The DSM is the artefact of this whole process. It is the ledger where these "truths" are recorded. It isn’t a neutral map of the human mind; it is literally a catalogue of undesired behaviours. Behaviours that have been decreed a disruption to societies normal functioning – and it almost included being an introvert. I shit you not. Because being loudly and ludicrously happy at people is, as Ahmed points out, what is considered health in our culture.
And to ensure we all know what kind of behaviours we've decreed normal, the DSM logs all that are not. This is literally codified scapegoating. It is the clinical vocabulary needed to "other" the person who isn't coping, whilst looking all concerned. It turns the Girardian sacrifice from an openly monstrous bloodbath, into an unassuming looking "consultation."

This is the manual of "legal" ways to "other" someone. It takes the ancient ritual of the pharmakos and gives it a code for insurance billing.

By categorizing every possible "failure to comply" with the demands of a narcissistic society as a mental illness, the DSM ensures that the system remains the only thing in the room that is "sane." It provides the "scientific" justification for the scapegoat mechanism. It says: "We aren't punishing you for being different; we are diagnosing you for being broken."

The institution of psychology is the guardian of this yardstick. It ensures that the tension generated by a sick society is never allowed to "flow back" and challenge the system. Instead, the more the tension grows; the more we fail to do what is expected of us, longer grow the lists of unacceptable responses to our domination. Each edition of the DSM and ICD grows thicker and thicker, meaning the list of allowed ways to be, grows ever smaller.



The Grand Refusal

When you see that the institution of psychology is effectively the "HR department" for a narcissistic society, the conclusion becomes inevitable and right:

Refuse to consider yourself the problem.

Refuse to accept the blame for a system that thinkers from all backgrounds—from the spiritual rebellion of Krishnamurti to the structural critiques of Foucault and Maté—have already shown is profoundly sick.

The "aha" moment is realizing that your distress is not a sign of your brokenness; it is a sign you are actually still alive. You are not "disordered." You are a human being whose natural patterns of response call out a problem with how we are being asked to live.

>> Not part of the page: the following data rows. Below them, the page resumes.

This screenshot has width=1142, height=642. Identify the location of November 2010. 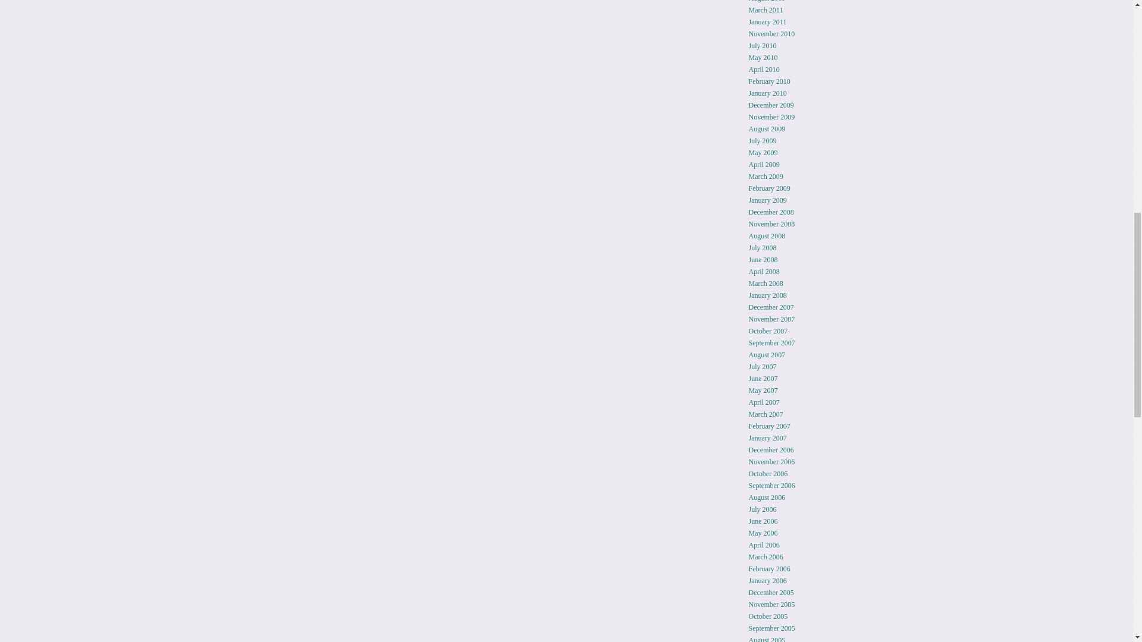
(772, 33).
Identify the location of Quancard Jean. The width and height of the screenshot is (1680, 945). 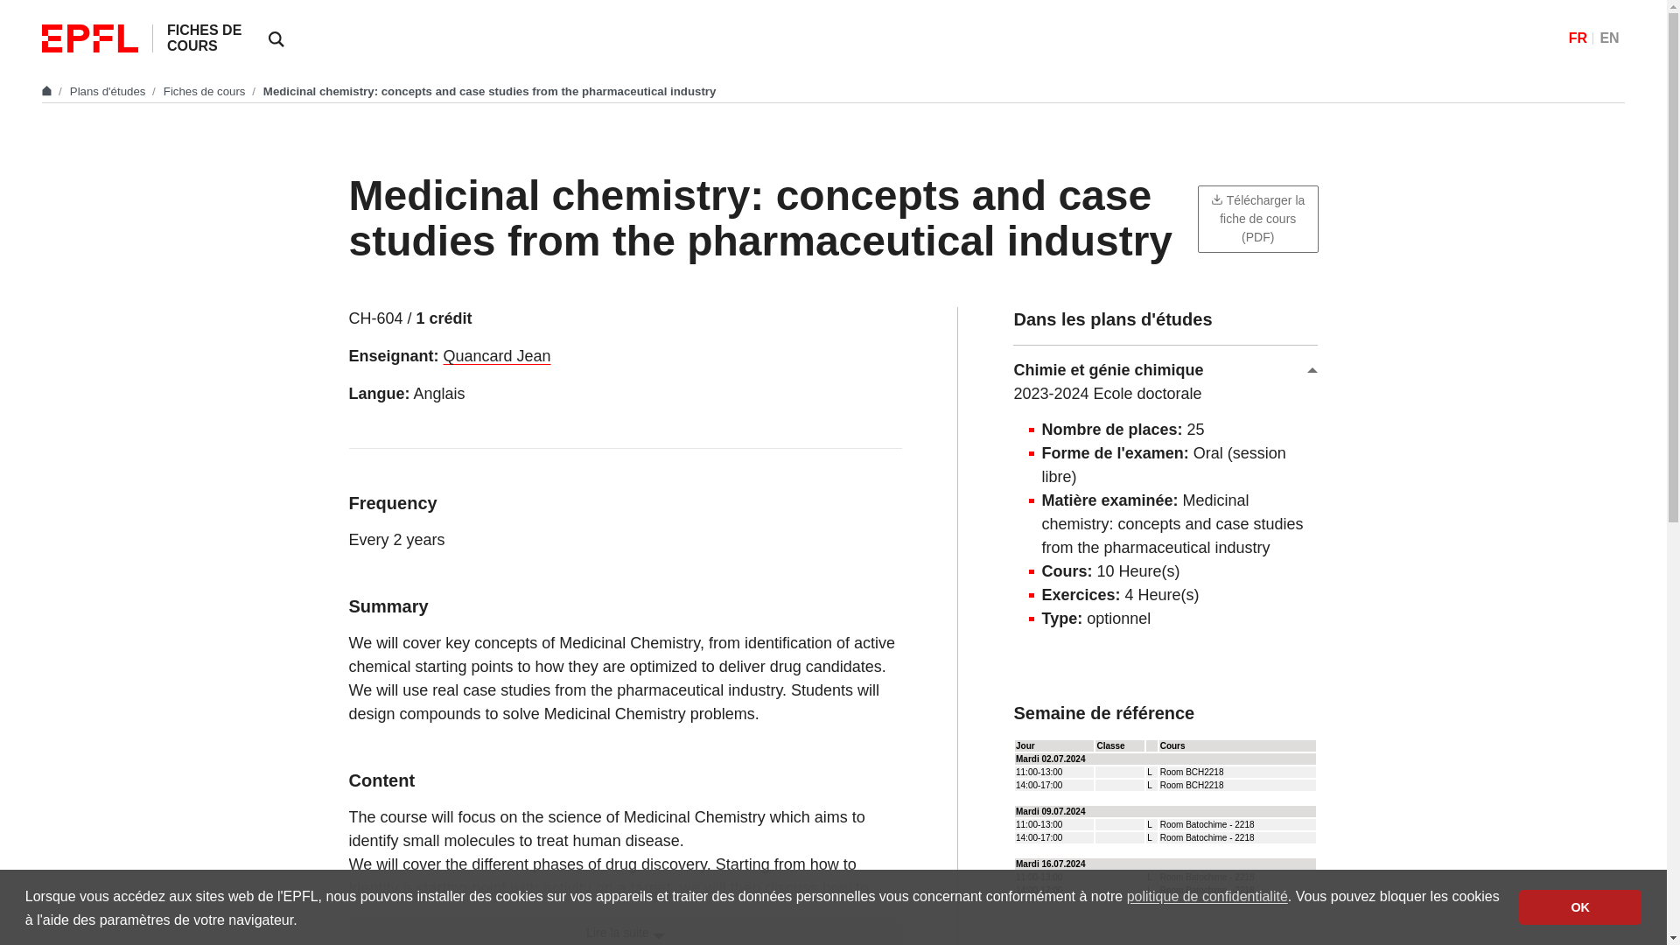
(497, 355).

Now, I know for some of you, a diagnosis was a lifeline. It felt like finally being told that your struggle is a "known" thing—a pattern that exists in the world. It CAN feel legitimising, even as it actually frames that legitimisation in Delegitimisation by labelling it a sickness. What I don’t want to do is take the recognition part away from you. And I don’t have to. Because distressing as all these behaviours and responses can be for us, they ARE a known pattern of response. They ARE a known way of being human, and responding to the world AS a human. What that translates into is what Gabor Mate says. We have maps of human difference, but we do human beings a disservice when that difference is labelled pathology.

So when the therapist, the doctor, or the boss holds up the yardstick of "normality," you have every right to look at them and say: "I refuse to be the container for this system's unacknowledged shame."

Or

Of course this pattern is called depression. I am trapped on the hamster wheel we have made compulsory to survive, but that is sucking my soul from me. This response is normal.

Or

Yes, I have panic attacks when society repeats pattens of abuse or personal annihilation that everyone refuses to acknowledge. Tonnes of us do. It is a normal, recognised response, to fucking appalling conditions.

You are not the root of the world's woes. You are a decent person who has been trained to scan yourself for faults so that the system doesn't have to scan itself. Put the yardstick down. You are fine. The world, however, has some work to do.

So, the next time you leave a therapy session feeling worse than when you arrived—feeling like you are the root of every problem—remember the yardstick. Remember the smog. You aren't failing a test of health; you are failing a test of compliance. And in a sick society, that failure is the only honest thing left.